Mrs. Anna Powell Lambert, daughter of Hiram Andrew and Luvenia Boyd Powell, was born June 22, 1893 in Lawrence County, Mississippi. She was married to John Nelson Lambert November 24, 1912. They established a Christian home from the beginning. They joined the local Methodist church in that community and worked in that church until 1921. In June, 1921, Reverend Lambert was licensed to preach and in December of that same year he was admitted to the Annual Conference of the Methodist Protestant Church. Thus in 1921 they began forty years of active ministry.
In those early years of their ministry all the charges did not have parsonages and for the first few years they lived in rented houses and makeshift living quarters, with many hardships, trials, and tests, but through it all she remained faithful and always willing to move from place to place and anxious to carry on her part of the ministry.
Reverend Lambert served for seventeen years as pastor, missionary and evangelist in the M. P. Church. Of these seventeen years, three years were in Texas attending college and serving churches. In 1939 came the union of the three Methodist churches and from 1939 to 1949 Reverend Lambert served Methodist churches in Mississippi. In August, 1949 Reverend Lambert was transferred to Louisiana and served churches in the Baton Rouge District until June, 1958, when he retired. After retirement Rev. and Mrs. Lambert returned to Mississippi and served churches for three more years before final retirement.
It was during these years that I met Rev. and Mrs. Lambert and thus began a deep, profound, and loyal Christian friend ship. This friendship will be remembered by me always.

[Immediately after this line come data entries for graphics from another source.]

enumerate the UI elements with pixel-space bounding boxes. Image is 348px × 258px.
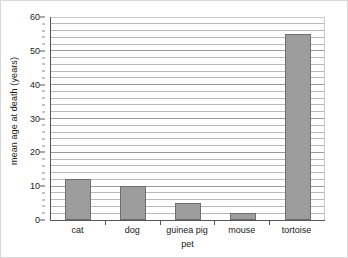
y-axis-tick-mark — [40, 118, 45, 119]
y-axis-tick-label: 0 — [35, 215, 40, 225]
bar — [120, 186, 146, 220]
plot-area — [50, 17, 325, 221]
y-axis-tick-label: 50 — [30, 46, 40, 56]
y-axis-tick-mark — [42, 30, 45, 31]
y-axis-tick-mark — [42, 111, 45, 112]
y-axis-tick-mark — [42, 192, 45, 193]
x-axis-tick-labels: catdogguinea pigmousetortoise — [50, 225, 325, 239]
y-axis-tick-label: 10 — [30, 181, 40, 191]
y-axis-tick-mark — [42, 145, 45, 146]
y-axis-tick-mark — [42, 206, 45, 207]
y-axis-tick-mark — [42, 213, 45, 214]
y-axis-tick-mark — [42, 172, 45, 173]
y-axis-tick-labels: 0102030405060 — [21, 13, 45, 221]
x-axis-tick-label: dog — [125, 225, 140, 235]
y-axis-tick-mark — [40, 220, 45, 221]
y-axis-tick-mark — [42, 64, 45, 65]
y-axis-tick-mark — [42, 91, 45, 92]
x-axis-tick-label: cat — [71, 225, 83, 235]
bar — [285, 34, 311, 220]
bar-series — [51, 17, 325, 220]
y-axis-tick-mark — [42, 98, 45, 99]
y-axis-tick-mark — [42, 199, 45, 200]
y-axis-tick-mark — [42, 37, 45, 38]
y-axis-tick-mark — [42, 159, 45, 160]
y-axis-tick-mark — [42, 23, 45, 24]
y-axis-title-text: mean age at death (years) — [9, 56, 19, 164]
y-axis-tick-mark — [42, 77, 45, 78]
y-axis-tick-mark — [42, 57, 45, 58]
x-axis-tick-label: mouse — [228, 225, 255, 235]
y-axis-tick-label: 20 — [30, 147, 40, 157]
y-axis-tick-mark — [42, 44, 45, 45]
x-axis-title: pet — [50, 239, 325, 249]
y-axis-tick-mark — [42, 138, 45, 139]
y-axis-tick-mark — [40, 84, 45, 85]
bar — [65, 179, 91, 220]
x-axis-tick-label: guinea pig — [166, 225, 208, 235]
bar — [175, 203, 201, 220]
y-axis-tick-mark — [40, 50, 45, 51]
y-axis-tick-mark — [42, 132, 45, 133]
y-axis-tick-mark — [42, 165, 45, 166]
y-axis-tick-mark — [40, 186, 45, 187]
y-axis-tick-mark — [40, 152, 45, 153]
bar — [230, 213, 256, 220]
y-axis-tick-label: 30 — [30, 114, 40, 124]
y-axis-tick-mark — [40, 17, 45, 18]
x-axis-tick-label: tortoise — [282, 225, 312, 235]
y-axis-tick-label: 60 — [30, 12, 40, 22]
y-axis-tick-mark — [42, 125, 45, 126]
y-axis-tick-mark — [42, 104, 45, 105]
y-axis-tick-label: 40 — [30, 80, 40, 90]
y-axis-tick-mark — [42, 179, 45, 180]
y-axis-tick-mark — [42, 71, 45, 72]
bar-chart-figure: mean age at death (years) 0102030405060 … — [0, 0, 348, 258]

Mrs. Lambert was in ill health for a long time but she bore it with patience, trusting God to the end. She was nearly perfect as one could be in this life. She has reached perfection now. She has gone to her reward eternal in heaven to be with God, the angels and the holy saints who have gone on before, where eye hath not seen, ear has not heard, neither has it entered into the heart of man what the Lord has in store for those who love and serve Him.